🤖 AI Summary
In long-horizon agent tasks, large language models (LLMs) suffer from fixed-length context windows and are prone to interference from irrelevant information, leading to working memory overload. To address this, we propose the “Memory-as-Action” framework, which formalizes memory editing—such as selection, compression, and deletion—as intrinsic, policy-network-learnable actions, enabling joint optimization of memory management and task decision-making. To mitigate trajectory fragmentation caused by memory edits, we design a Dynamic Context Policy Optimization algorithm that integrates segment-wise advantage estimation with explicit memory operations, trained end-to-end within a reinforcement learning framework. Our approach significantly reduces computational overhead, improves performance on long-horizon tasks, and demonstrates adaptive context modulation aligned with model capabilities—without requiring external memory modules or architectural modifications.
📝 Abstract
Large Language Models face challenges in long-horizon agentic tasks as their constrained memory is easily overwhelmed by distracting or irrelevant context. Existing working memory methods typically rely on external, heuristic mechanisms that are decoupled from the agent's core policy. In this work, we reframe working memory management as a learnable, intrinsic capability. We propose a novel framework, Memory-as-Action, where an agent actively manages its working memory by executing explicit editing operations as part of a unified policy. This formulation allows an agent, trained via reinforcement learning, to balance memory curation against long-term task objectives under given resource constraints. However, such memory editing actions break the standard assumption of a continuously growing prefix in LLM interactions, leading to what we call trajectory fractures. These non-prefix changes disrupt the causal continuity required by standard policy gradient methods, making those methods inapplicable. To address this, we propose a new algorithm, Dynamic Context Policy Optimization, which enables stable end-to-end reinforcement learning by segmenting trajectories at memory action points and applying trajectory-level advantages to the resulting action segments. Our results demonstrate that jointly optimizing for task reasoning and memory management in an end-to-end fashion not only reduces overall computational consumption but also improves task performance, driven by adaptive context curation strategies tailored to the model's intrinsic capabilities.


## Assignment
Your answer should consist of every line in the records that holds "monotonic".

Records from a dataset:
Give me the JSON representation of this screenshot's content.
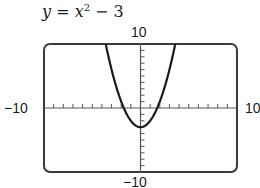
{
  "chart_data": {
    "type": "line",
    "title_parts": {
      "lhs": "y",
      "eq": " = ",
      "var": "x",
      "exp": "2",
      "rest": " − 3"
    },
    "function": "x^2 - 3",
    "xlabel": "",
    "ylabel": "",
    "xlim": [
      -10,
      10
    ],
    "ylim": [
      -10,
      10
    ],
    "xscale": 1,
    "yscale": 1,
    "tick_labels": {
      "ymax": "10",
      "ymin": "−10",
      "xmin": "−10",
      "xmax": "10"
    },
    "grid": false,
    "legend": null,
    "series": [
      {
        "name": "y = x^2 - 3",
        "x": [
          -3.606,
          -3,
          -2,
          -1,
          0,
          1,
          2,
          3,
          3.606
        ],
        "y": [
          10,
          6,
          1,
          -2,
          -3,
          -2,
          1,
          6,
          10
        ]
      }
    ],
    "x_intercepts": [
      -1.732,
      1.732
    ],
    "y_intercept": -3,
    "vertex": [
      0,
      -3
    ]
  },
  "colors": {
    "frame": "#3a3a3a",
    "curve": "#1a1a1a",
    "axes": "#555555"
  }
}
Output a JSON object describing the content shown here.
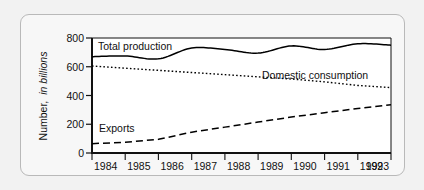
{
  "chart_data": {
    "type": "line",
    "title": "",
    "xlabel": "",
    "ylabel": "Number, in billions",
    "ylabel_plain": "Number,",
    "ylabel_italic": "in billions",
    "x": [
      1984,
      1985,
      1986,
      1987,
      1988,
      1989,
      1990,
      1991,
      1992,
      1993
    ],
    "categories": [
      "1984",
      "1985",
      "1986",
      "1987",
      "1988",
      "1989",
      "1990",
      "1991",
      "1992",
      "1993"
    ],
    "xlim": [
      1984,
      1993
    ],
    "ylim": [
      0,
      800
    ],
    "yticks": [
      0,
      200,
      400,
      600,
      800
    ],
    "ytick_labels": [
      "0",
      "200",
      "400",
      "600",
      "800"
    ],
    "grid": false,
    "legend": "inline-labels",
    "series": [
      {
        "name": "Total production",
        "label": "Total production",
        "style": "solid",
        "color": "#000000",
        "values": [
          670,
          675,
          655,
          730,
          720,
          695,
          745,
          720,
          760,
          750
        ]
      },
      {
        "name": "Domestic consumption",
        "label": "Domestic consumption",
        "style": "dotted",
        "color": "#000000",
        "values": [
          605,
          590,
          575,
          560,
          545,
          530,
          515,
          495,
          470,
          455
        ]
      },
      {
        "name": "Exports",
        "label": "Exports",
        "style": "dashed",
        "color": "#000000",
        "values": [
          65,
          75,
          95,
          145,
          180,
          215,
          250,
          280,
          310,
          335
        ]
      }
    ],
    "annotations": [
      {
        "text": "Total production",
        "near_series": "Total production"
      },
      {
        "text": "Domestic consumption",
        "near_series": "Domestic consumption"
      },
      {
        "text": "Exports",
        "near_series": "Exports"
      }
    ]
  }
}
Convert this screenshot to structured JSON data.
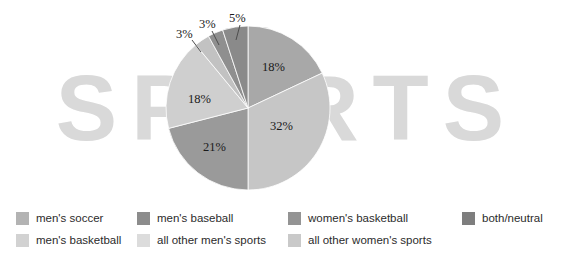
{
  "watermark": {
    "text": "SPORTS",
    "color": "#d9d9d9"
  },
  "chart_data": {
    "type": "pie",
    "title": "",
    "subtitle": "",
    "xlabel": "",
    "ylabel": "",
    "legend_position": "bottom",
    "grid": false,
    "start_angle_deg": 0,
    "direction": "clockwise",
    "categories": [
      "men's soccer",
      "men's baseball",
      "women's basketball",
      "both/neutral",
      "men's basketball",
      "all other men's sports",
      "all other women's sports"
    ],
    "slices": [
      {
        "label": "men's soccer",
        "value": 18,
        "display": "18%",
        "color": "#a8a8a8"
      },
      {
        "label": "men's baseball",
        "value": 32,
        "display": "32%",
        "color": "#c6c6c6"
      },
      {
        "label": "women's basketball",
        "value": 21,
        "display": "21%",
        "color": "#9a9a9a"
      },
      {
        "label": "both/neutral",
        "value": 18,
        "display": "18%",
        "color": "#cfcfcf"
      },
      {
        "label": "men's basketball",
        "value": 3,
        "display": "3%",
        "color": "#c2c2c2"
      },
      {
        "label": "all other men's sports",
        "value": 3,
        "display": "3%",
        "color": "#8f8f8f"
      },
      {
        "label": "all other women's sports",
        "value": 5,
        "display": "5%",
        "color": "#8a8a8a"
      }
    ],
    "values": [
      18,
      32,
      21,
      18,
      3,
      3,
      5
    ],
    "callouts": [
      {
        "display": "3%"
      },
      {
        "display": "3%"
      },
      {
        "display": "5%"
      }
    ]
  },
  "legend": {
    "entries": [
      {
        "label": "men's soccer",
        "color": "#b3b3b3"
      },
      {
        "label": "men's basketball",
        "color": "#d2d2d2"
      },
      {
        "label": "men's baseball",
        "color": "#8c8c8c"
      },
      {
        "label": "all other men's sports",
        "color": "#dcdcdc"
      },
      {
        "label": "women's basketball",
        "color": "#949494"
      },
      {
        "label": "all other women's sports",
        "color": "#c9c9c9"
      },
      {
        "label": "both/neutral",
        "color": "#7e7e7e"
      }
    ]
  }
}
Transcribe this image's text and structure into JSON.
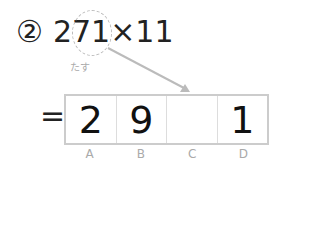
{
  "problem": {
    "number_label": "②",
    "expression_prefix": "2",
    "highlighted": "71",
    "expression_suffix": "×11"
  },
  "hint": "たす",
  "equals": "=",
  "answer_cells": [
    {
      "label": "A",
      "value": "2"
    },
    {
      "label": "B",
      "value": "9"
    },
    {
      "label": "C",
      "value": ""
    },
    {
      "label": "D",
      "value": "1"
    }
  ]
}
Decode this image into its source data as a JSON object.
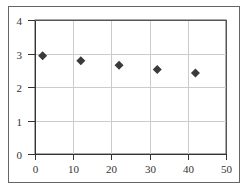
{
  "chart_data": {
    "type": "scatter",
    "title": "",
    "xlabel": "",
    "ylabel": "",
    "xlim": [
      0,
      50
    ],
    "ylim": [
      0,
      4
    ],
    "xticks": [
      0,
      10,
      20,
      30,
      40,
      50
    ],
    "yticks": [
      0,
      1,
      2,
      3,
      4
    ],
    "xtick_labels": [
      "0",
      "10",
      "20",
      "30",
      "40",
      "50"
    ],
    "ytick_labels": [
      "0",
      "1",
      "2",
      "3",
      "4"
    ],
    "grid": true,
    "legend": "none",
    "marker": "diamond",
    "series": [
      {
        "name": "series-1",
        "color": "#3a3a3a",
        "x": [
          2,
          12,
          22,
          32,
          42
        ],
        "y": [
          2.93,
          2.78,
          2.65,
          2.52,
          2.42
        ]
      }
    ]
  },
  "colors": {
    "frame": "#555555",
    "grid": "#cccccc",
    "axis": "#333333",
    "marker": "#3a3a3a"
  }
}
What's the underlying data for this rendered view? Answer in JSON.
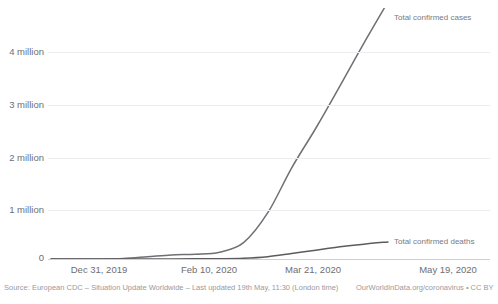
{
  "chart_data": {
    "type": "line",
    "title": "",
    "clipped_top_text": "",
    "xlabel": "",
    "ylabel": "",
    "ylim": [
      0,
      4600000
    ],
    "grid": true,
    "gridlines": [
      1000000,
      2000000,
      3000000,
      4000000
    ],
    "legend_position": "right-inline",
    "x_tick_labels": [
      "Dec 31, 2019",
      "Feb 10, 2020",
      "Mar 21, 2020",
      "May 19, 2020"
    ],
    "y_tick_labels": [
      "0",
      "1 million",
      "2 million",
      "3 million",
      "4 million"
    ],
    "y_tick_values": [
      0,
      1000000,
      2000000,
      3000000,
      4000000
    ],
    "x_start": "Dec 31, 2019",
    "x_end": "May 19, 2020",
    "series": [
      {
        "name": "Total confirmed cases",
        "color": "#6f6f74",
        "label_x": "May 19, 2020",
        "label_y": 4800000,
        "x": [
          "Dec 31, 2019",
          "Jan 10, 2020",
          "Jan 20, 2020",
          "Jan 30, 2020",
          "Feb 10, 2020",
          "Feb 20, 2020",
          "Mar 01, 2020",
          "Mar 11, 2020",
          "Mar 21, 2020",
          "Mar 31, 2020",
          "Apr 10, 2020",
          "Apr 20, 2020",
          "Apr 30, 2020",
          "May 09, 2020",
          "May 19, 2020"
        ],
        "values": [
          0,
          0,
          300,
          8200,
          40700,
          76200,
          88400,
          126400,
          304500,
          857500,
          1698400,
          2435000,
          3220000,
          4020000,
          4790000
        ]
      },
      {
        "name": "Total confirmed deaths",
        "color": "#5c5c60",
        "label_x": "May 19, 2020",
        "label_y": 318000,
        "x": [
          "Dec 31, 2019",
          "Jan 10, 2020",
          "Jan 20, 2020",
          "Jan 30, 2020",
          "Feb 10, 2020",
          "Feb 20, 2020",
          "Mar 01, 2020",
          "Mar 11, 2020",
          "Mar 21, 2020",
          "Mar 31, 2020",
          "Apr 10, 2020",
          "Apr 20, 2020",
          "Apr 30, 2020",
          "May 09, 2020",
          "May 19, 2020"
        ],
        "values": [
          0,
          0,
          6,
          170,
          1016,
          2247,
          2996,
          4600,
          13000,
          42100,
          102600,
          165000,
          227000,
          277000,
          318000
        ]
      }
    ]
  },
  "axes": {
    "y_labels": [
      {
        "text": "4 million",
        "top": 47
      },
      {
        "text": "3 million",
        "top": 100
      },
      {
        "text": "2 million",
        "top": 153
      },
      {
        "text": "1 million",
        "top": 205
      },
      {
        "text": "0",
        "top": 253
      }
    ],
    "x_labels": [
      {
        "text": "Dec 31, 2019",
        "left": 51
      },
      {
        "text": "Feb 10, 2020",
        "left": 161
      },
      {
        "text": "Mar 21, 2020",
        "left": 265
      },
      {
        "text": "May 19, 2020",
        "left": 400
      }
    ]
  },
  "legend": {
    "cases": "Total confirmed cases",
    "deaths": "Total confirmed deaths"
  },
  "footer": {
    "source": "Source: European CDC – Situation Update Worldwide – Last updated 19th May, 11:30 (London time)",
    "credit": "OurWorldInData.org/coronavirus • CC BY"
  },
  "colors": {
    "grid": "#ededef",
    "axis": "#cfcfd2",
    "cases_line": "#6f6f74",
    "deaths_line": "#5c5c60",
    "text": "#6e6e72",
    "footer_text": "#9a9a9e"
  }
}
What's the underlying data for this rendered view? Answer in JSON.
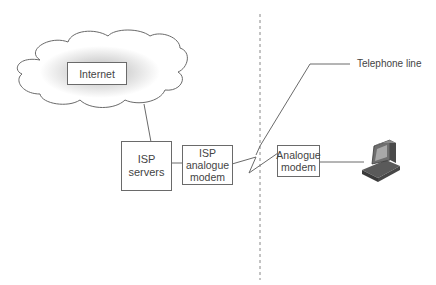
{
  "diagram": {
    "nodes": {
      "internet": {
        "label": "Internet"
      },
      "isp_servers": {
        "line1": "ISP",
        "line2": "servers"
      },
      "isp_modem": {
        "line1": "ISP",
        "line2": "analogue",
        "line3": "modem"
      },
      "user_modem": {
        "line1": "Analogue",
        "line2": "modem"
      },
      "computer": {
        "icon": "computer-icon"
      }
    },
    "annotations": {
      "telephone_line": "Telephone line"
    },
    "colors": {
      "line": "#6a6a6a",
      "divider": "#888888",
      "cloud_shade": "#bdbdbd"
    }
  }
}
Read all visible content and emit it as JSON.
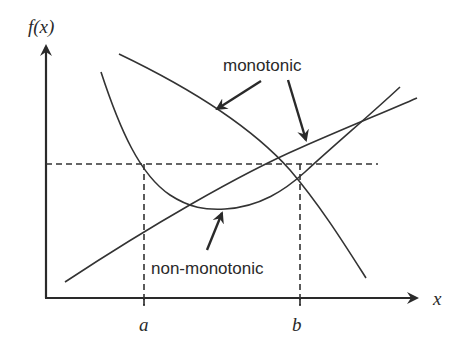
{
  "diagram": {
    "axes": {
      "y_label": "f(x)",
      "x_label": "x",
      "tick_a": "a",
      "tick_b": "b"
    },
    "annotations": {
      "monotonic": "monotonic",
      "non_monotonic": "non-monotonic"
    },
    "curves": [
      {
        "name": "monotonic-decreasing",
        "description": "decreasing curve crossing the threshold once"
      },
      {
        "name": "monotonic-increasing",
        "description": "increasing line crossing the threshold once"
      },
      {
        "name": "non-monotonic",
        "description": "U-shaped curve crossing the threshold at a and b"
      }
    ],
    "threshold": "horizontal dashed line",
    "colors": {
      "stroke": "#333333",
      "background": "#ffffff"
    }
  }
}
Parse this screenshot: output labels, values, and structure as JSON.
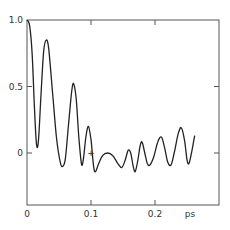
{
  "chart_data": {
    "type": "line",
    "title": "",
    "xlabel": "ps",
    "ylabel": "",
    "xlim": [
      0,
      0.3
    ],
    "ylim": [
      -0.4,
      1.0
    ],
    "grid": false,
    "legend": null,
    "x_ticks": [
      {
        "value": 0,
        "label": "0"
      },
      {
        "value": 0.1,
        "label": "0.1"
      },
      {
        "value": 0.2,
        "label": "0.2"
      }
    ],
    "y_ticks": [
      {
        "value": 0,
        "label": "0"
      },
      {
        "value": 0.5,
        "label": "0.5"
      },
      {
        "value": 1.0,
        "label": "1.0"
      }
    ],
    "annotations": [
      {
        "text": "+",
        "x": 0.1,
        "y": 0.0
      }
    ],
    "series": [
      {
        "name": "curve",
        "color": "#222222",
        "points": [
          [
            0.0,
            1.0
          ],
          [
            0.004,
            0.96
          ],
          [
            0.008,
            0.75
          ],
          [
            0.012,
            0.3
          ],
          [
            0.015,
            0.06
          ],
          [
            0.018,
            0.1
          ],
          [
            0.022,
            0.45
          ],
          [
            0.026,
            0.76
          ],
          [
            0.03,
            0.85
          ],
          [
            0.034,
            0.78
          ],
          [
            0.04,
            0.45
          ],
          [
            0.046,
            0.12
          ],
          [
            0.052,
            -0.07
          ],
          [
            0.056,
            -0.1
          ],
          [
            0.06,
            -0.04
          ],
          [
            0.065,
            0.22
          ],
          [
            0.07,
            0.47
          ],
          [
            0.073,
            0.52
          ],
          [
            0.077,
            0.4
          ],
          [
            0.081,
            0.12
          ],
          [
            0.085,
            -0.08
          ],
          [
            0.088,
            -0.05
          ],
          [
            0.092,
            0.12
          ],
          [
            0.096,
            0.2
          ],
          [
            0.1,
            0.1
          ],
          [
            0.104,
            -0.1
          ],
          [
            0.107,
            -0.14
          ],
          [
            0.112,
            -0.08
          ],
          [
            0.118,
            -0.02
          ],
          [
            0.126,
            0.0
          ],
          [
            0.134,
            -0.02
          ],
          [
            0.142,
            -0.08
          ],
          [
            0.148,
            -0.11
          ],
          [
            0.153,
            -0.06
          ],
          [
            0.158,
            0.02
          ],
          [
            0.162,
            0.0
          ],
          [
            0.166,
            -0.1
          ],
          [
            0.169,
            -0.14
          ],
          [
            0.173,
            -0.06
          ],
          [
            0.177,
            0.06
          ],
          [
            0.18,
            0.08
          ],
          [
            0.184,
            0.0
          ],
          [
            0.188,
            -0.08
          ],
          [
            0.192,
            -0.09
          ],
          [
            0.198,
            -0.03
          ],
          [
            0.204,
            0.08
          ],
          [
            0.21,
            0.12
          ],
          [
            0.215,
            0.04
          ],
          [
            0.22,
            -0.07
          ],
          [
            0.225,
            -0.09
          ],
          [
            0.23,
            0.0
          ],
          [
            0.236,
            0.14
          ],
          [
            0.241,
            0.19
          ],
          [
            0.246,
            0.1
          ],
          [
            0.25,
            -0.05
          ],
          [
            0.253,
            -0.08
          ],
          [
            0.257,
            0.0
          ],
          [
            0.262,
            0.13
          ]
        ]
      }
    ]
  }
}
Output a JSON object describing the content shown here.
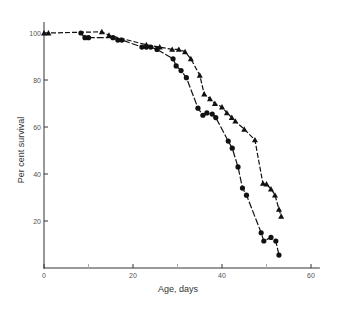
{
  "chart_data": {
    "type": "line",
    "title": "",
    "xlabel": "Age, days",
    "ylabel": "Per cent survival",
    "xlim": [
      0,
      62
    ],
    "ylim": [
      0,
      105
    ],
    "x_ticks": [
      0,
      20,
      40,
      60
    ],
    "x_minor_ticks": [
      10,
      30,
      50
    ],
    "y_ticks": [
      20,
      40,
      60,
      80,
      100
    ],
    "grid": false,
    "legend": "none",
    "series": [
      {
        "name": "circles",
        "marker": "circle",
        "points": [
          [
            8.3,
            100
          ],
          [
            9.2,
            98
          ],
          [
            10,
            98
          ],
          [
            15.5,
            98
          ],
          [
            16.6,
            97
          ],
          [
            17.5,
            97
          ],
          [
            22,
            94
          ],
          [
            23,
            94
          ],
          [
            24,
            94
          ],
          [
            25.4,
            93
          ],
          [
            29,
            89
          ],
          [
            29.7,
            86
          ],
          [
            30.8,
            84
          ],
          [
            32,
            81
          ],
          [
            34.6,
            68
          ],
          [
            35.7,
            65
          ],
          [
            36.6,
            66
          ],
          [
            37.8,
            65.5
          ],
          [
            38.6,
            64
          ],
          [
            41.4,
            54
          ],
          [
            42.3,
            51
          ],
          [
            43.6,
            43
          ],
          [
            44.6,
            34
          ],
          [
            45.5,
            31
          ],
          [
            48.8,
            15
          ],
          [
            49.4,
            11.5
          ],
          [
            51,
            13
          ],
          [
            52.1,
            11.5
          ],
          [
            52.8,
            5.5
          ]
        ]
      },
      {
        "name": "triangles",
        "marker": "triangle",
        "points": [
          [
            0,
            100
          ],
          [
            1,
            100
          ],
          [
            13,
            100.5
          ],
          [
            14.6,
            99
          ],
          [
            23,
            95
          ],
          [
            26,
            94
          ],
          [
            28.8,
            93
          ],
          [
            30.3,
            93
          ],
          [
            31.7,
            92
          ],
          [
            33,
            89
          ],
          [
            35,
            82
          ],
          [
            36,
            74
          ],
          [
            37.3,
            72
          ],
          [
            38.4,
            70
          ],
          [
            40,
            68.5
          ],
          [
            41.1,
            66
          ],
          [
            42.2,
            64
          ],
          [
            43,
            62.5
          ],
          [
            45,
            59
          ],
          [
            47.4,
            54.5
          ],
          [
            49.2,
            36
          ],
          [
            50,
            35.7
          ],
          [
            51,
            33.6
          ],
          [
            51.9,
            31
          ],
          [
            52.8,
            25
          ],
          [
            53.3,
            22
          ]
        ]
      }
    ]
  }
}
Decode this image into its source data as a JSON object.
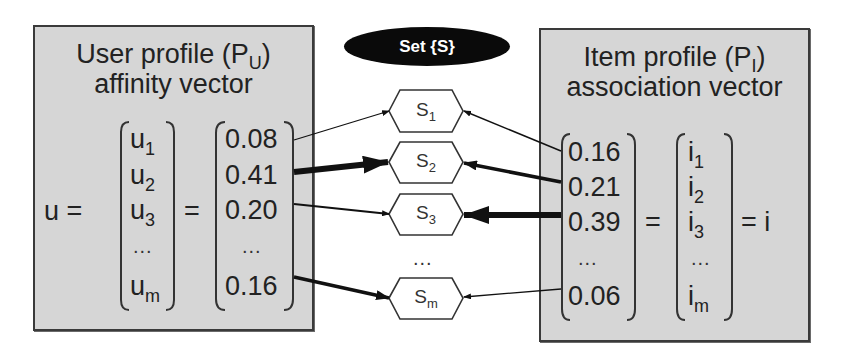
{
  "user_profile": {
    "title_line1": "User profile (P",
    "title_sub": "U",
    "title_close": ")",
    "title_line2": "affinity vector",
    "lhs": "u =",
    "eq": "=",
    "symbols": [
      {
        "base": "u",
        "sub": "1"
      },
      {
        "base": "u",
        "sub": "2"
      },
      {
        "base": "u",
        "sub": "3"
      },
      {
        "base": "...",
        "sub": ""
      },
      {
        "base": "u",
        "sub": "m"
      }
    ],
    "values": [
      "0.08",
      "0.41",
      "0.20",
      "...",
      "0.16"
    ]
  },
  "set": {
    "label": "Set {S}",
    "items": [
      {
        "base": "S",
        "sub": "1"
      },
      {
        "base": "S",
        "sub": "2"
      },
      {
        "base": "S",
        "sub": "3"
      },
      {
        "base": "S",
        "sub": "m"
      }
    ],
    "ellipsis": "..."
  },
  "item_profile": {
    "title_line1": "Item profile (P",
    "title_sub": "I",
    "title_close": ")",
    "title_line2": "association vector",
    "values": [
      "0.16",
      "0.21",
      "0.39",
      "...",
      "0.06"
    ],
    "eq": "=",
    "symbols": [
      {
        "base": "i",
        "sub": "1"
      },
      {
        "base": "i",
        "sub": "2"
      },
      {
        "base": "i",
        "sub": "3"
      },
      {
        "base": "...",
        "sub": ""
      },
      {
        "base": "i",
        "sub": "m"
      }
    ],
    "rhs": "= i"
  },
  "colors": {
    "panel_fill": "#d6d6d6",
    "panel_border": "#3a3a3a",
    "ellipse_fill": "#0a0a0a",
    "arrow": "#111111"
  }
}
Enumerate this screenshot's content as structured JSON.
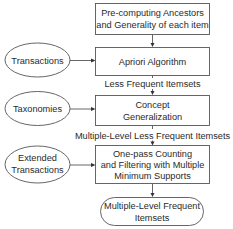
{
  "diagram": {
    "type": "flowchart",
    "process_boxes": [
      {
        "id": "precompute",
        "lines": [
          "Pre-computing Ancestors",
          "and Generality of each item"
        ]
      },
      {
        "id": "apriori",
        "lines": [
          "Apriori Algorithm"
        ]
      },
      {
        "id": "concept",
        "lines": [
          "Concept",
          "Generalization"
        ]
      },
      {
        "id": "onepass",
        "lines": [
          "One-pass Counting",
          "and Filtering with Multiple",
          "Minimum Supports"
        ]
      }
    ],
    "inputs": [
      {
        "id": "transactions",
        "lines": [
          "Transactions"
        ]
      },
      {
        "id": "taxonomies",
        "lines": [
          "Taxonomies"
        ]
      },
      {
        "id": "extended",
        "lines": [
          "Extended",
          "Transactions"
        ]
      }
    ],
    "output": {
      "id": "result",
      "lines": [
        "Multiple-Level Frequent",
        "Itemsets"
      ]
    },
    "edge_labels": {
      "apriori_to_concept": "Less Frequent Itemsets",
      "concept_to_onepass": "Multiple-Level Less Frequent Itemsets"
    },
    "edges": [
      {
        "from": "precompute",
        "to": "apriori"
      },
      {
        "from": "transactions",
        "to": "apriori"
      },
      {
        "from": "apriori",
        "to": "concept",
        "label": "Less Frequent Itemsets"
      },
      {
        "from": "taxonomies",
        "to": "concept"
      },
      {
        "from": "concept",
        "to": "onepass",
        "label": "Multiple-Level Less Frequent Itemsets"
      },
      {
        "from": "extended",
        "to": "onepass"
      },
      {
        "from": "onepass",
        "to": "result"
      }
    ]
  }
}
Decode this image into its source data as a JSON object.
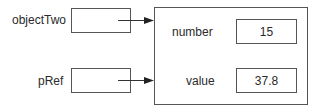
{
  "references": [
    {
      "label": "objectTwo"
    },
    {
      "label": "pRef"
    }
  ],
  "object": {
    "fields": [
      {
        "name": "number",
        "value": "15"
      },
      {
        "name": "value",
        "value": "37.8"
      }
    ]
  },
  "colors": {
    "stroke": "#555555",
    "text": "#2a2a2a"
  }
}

## Answer to the problem
      "monotonic": "monotonic",
      "non_monotonic": "non-monotonic"
        "name": "monotonic-decreasing",
        "name": "monotonic-increasing",
        "name": "non-monotonic",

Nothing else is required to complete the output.